In contrast, the BBC's interview with Dr. Jones is full of nuances and caveats--though hardly outright retractions, as some have characterized his remarks. I was particularly interested in his comments on the Medieval Warm Period. Although he appears not to have "told the BBC that the world may well have been warmer during medieval times than it is now," he did seem to suggest that we simply don't have sufficient data to determine whether the warming that led to the settlement of Greenland by the Vikings and the cultivation of wine grapes in England was confined to the northern hemisphere or global in extent. Instead of prompting an assumption it wasn't global, this gap in our knowledge ought to galvanize the urgent gathering and correlation of paleoclimate data--samples of the kinds of proxies used to assess temperatures before instruments to measure them (or people to read the instruments) existed. That's because this isn't a quibble over some esoteric bit of history, but a crucial gauge of just how unprecedented the warming of the past several decades has been.

Then there's the temperature data itself. Although Dr. Jones concurred that global warming since 1995 has just missed being statistically significant, the data from the CRU and similar data from NASA do show that on average the last decade was warmer than the 1990s, which were in turn warmer than the 1980s. Despite all the talk of global cooling, the last two years still easily make the top 10 list for warmest years of the last century, and global temperatures currently average about 0.8 °F warmer than in the 1970s. But that doesn't mean that there aren't problems here, as well. Dr.
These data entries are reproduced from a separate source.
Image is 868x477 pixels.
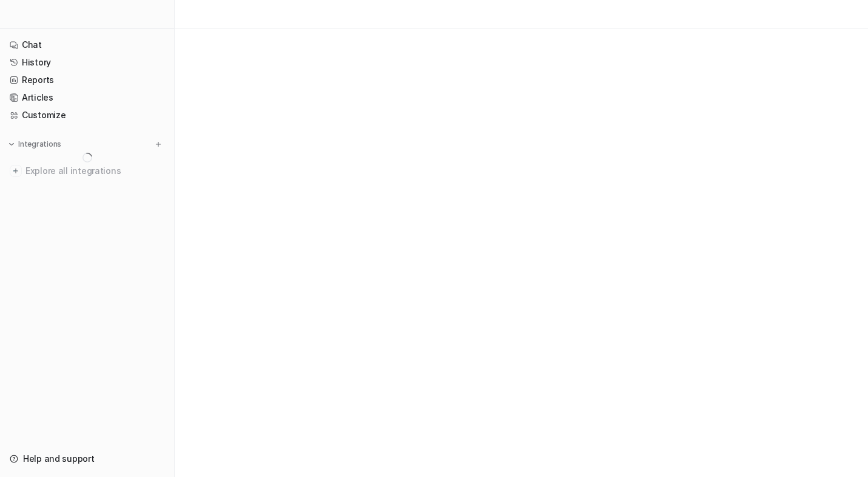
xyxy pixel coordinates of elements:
img: menu_add.svg [154,140,163,148]
a: Reports [5,72,170,88]
a: Explore all integrations [5,163,170,180]
a: Help and support [5,450,170,467]
a: Chat [5,36,170,53]
a: History [5,54,170,71]
a: Customize [5,106,170,124]
img: explore all integrations [9,164,22,177]
img: expand menu [8,140,16,148]
p: Integrations [19,139,62,149]
button: Integrations [5,138,65,150]
a: Articles [5,89,170,106]
span: Explore all integrations [25,161,164,180]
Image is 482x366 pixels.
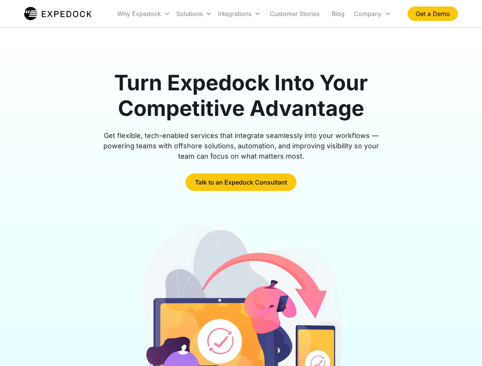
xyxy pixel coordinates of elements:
[325,1,351,27] a: Blog
[95,70,388,121] h1: Turn Expedock Into Your Competitive Advantage
[218,10,251,18] div: Integrations
[176,10,203,18] div: Solutions
[264,1,325,27] a: Customer Stories
[117,10,161,18] div: Why Expedock
[215,1,264,27] div: Integrations
[95,130,388,161] div: Get flexible, tech-enabled services that integrate seamlessly into your workflows — powering team...
[24,6,92,21] img: Expedock Logo
[114,1,173,27] div: Why Expedock
[351,1,394,27] div: Company
[354,10,381,18] div: Company
[185,174,296,191] a: Talk to an Expedock Consultant
[173,1,215,27] div: Solutions
[24,6,92,21] a: home
[444,330,482,366] iframe: Chat Widget
[407,6,458,21] a: Get a Demo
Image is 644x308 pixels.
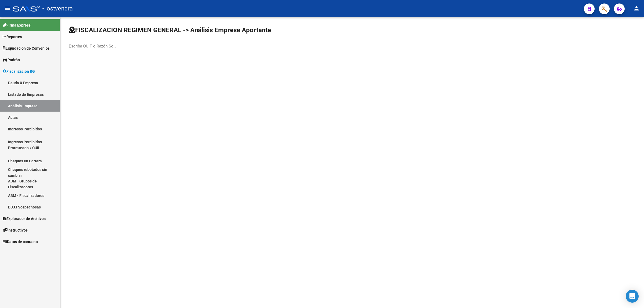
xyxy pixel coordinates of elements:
mat-icon: person [633,5,640,12]
span: Firma Express [3,22,31,28]
span: Explorador de Archivos [3,216,46,222]
span: Fiscalización RG [3,68,35,74]
div: Open Intercom Messenger [626,290,638,303]
span: Liquidación de Convenios [3,45,49,51]
span: - ostvendra [42,3,73,15]
h1: FISCALIZACION REGIMEN GENERAL -> Análisis Empresa Aportante [69,26,271,35]
span: Instructivos [3,227,28,233]
span: Padrón [3,57,20,63]
span: Datos de contacto [3,239,38,245]
mat-icon: menu [4,5,11,12]
span: Reportes [3,34,22,40]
Jones referred the BBC to a map of the weather stations providing the global temperature data compiled by the UK's Met Office (the national weather service) and processed by the CRU. It reveals such measurements to be very dense in the developed countries of the temperate zones and quite thin on the ground--or sea--in the tropics and the high latitudes that account for much of the earth's surface. And even the historical temperature data for the US are still subject to significant revisions, as I noticed yesterday when I rechecked the comparison between 1998 and 1934 than I wrote about several years ago.
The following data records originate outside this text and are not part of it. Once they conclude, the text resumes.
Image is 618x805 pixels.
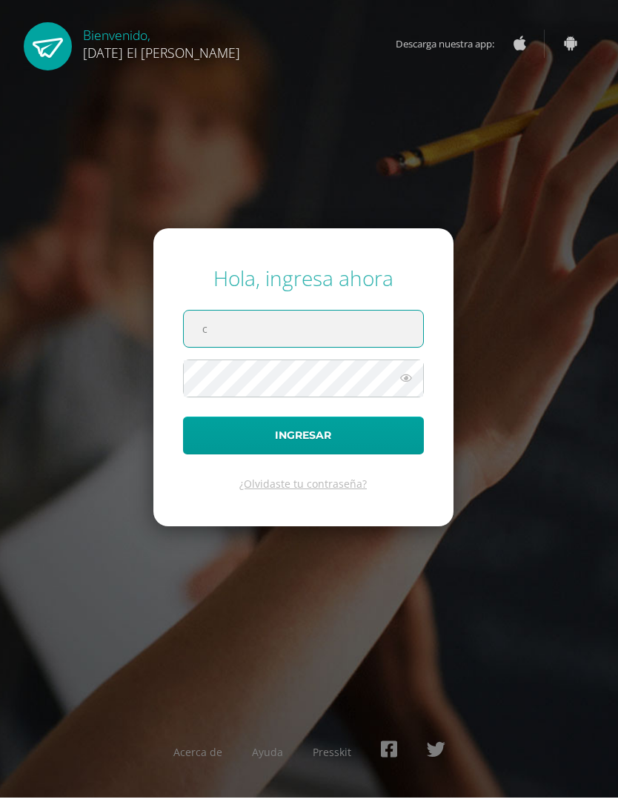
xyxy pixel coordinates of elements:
[83,30,240,69] div: Bienvenido,
[173,752,222,766] a: Acerca de
[252,752,283,766] a: Ayuda
[239,484,367,498] a: ¿Olvidaste tu contraseña?
[313,752,351,766] a: Presskit
[83,51,240,69] span: [DATE] El [PERSON_NAME]
[184,318,423,354] input: Correo electrónico o usuario
[396,37,509,65] span: Descarga nuestra app:
[183,424,424,462] button: Ingresar
[183,271,424,299] div: Hola, ingresa ahora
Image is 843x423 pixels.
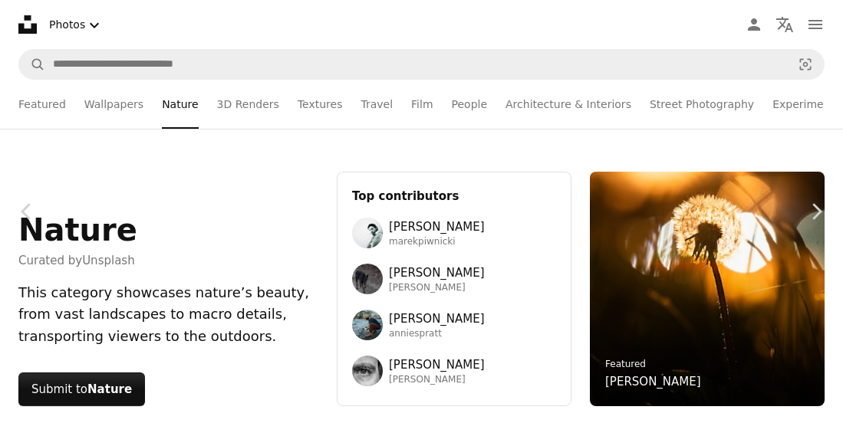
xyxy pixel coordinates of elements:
[389,218,485,236] span: [PERSON_NAME]
[18,80,66,129] a: Featured
[43,9,110,41] button: Select asset type
[452,80,488,129] a: People
[352,264,383,294] img: Avatar of user Wolfgang Hasselmann
[352,310,556,340] a: Avatar of user Annie Spratt[PERSON_NAME]anniespratt
[800,9,830,40] button: Menu
[389,282,485,294] span: [PERSON_NAME]
[389,328,485,340] span: anniespratt
[82,254,135,268] a: Unsplash
[352,218,383,248] img: Avatar of user Marek Piwnicki
[352,310,383,340] img: Avatar of user Annie Spratt
[649,80,754,129] a: Street Photography
[298,80,343,129] a: Textures
[352,187,556,206] h3: Top contributors
[411,80,432,129] a: Film
[18,252,137,270] span: Curated by
[18,373,145,406] button: Submit toNature
[389,236,485,248] span: marekpiwnicki
[605,359,646,370] a: Featured
[605,373,701,391] a: [PERSON_NAME]
[769,9,800,40] button: Language
[787,50,824,79] button: Visual search
[389,374,485,386] span: [PERSON_NAME]
[352,356,556,386] a: Avatar of user Francesco Ungaro[PERSON_NAME][PERSON_NAME]
[505,80,631,129] a: Architecture & Interiors
[87,383,132,396] strong: Nature
[18,49,824,80] form: Find visuals sitewide
[352,264,556,294] a: Avatar of user Wolfgang Hasselmann[PERSON_NAME][PERSON_NAME]
[217,80,279,129] a: 3D Renders
[738,9,769,40] a: Log in / Sign up
[18,282,318,348] div: This category showcases nature’s beauty, from vast landscapes to macro details, transporting view...
[389,264,485,282] span: [PERSON_NAME]
[352,356,383,386] img: Avatar of user Francesco Ungaro
[18,212,137,248] h1: Nature
[18,15,37,34] a: Home — Unsplash
[389,356,485,374] span: [PERSON_NAME]
[389,310,485,328] span: [PERSON_NAME]
[789,138,843,285] a: Next
[19,50,45,79] button: Search Unsplash
[352,218,556,248] a: Avatar of user Marek Piwnicki[PERSON_NAME]marekpiwnicki
[84,80,143,129] a: Wallpapers
[360,80,393,129] a: Travel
So where does this leave us? From my perspective it requires us to think about the definition of a successful scientific theory as one that provides the best explanation for the evidence we see--even if that evidence is incomplete, as seems to be the case here. The fact that some scientists seem to have behaved badly or that others--mostly non-scientists--have promoted alarming-but-uncertain predictions as proven and now have egg on their faces doesn't alter the fact that "anthropogenic global warming" (AGW) based on greenhouse gas emissions still seems to explain more of what we observe going on than any other theory at this point. Hypotheses such as the one attributing warming to the influence of cosmic rays on cloud formation must go through a great deal more vetting before supplanting AGW.
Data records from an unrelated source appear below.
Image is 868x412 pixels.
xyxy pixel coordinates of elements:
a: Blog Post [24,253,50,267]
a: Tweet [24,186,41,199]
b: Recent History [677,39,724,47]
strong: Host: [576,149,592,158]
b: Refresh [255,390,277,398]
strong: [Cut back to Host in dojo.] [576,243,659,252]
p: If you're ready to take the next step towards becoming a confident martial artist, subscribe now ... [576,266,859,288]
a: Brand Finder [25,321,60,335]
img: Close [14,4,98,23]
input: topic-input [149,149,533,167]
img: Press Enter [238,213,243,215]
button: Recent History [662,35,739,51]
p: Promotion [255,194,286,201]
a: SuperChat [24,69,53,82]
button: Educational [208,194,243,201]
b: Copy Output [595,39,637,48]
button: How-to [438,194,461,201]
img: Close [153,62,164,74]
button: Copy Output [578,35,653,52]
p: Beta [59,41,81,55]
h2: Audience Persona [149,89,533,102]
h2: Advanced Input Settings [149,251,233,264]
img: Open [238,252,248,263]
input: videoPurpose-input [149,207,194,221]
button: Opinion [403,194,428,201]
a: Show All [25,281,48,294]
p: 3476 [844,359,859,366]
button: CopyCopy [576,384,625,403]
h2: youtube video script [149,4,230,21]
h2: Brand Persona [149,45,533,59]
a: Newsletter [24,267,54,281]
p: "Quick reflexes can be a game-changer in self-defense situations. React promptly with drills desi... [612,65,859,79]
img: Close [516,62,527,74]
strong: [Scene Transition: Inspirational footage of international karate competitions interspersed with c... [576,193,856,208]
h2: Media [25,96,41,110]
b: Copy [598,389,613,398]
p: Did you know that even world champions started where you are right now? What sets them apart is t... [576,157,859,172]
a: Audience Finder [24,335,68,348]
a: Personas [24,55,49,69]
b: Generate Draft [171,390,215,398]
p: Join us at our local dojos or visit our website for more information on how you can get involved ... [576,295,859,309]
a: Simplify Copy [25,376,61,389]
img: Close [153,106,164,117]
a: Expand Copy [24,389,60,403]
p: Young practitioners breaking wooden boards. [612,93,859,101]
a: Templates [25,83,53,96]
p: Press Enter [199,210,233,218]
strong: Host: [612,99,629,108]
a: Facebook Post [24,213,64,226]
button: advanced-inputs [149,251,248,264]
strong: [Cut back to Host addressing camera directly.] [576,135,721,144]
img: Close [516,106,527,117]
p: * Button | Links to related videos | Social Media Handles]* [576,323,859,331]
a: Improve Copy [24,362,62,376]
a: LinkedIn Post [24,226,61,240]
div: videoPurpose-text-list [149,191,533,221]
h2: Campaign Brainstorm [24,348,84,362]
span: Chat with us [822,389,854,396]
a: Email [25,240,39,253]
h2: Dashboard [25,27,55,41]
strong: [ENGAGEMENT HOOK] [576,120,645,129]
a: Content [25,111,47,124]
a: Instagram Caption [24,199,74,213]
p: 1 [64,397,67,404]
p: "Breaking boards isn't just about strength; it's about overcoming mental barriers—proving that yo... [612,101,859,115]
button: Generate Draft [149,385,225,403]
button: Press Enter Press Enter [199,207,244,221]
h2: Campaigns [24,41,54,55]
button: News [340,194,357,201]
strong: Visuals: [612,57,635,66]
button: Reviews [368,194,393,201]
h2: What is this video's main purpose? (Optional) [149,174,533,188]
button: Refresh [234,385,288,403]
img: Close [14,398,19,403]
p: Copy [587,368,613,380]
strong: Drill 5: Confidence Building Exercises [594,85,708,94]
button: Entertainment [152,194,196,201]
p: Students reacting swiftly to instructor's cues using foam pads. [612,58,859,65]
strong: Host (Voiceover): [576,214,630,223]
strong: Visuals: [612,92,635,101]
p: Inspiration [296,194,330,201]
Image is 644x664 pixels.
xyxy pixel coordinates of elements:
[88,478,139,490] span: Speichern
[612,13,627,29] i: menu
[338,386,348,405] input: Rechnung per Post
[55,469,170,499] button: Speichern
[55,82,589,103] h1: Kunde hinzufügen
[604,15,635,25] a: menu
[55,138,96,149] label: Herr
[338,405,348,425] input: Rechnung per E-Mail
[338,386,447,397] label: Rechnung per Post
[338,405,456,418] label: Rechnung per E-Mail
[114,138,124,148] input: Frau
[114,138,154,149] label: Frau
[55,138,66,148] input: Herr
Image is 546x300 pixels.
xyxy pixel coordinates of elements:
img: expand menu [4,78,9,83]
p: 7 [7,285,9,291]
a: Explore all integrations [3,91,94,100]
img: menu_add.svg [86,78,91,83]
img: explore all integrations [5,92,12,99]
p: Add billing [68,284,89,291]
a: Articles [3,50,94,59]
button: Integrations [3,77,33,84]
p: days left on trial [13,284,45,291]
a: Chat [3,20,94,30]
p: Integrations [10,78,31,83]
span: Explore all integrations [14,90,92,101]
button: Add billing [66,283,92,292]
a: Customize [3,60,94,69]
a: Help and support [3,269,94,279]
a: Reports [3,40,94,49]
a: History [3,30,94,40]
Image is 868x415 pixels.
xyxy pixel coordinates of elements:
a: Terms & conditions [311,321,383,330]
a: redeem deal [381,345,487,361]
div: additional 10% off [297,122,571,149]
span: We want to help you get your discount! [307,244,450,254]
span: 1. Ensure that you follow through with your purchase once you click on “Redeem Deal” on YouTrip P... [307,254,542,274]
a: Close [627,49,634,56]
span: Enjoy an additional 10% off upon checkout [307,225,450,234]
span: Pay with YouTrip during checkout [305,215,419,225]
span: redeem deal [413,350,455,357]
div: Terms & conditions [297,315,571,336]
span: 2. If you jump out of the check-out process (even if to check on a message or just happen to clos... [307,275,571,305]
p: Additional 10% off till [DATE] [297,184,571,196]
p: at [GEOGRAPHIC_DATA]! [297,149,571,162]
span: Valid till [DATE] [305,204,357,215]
While considerable progress has been made in the last decade solidifying the evidence supporting the AGW theory, significant uncertainty still remains about the future consequences it suggests, particularly as relates to regional impacts and changes in precipitation. A lot more also needs to be done to clarify the relationship between proxy data and instrumental temperature data, and to ensure that the latter are consistent and truly representative. However, I don't see these deficiencies as justifying complete policy paralysis, particularly when it comes to those actions that can be accomplished relatively cheaply, such as improved energy efficiency, or that offer substantial benefits for other concerns such as energy security, including expanding nuclear power, low-cost renewable energy, and R&D to bring down the cost of other renewables. As for whether the time is right to pursue more comprehensive measures, there's a legitimate debate to be had, but it shouldn't start from the false assumption that anthropogenic global warming has been disproved.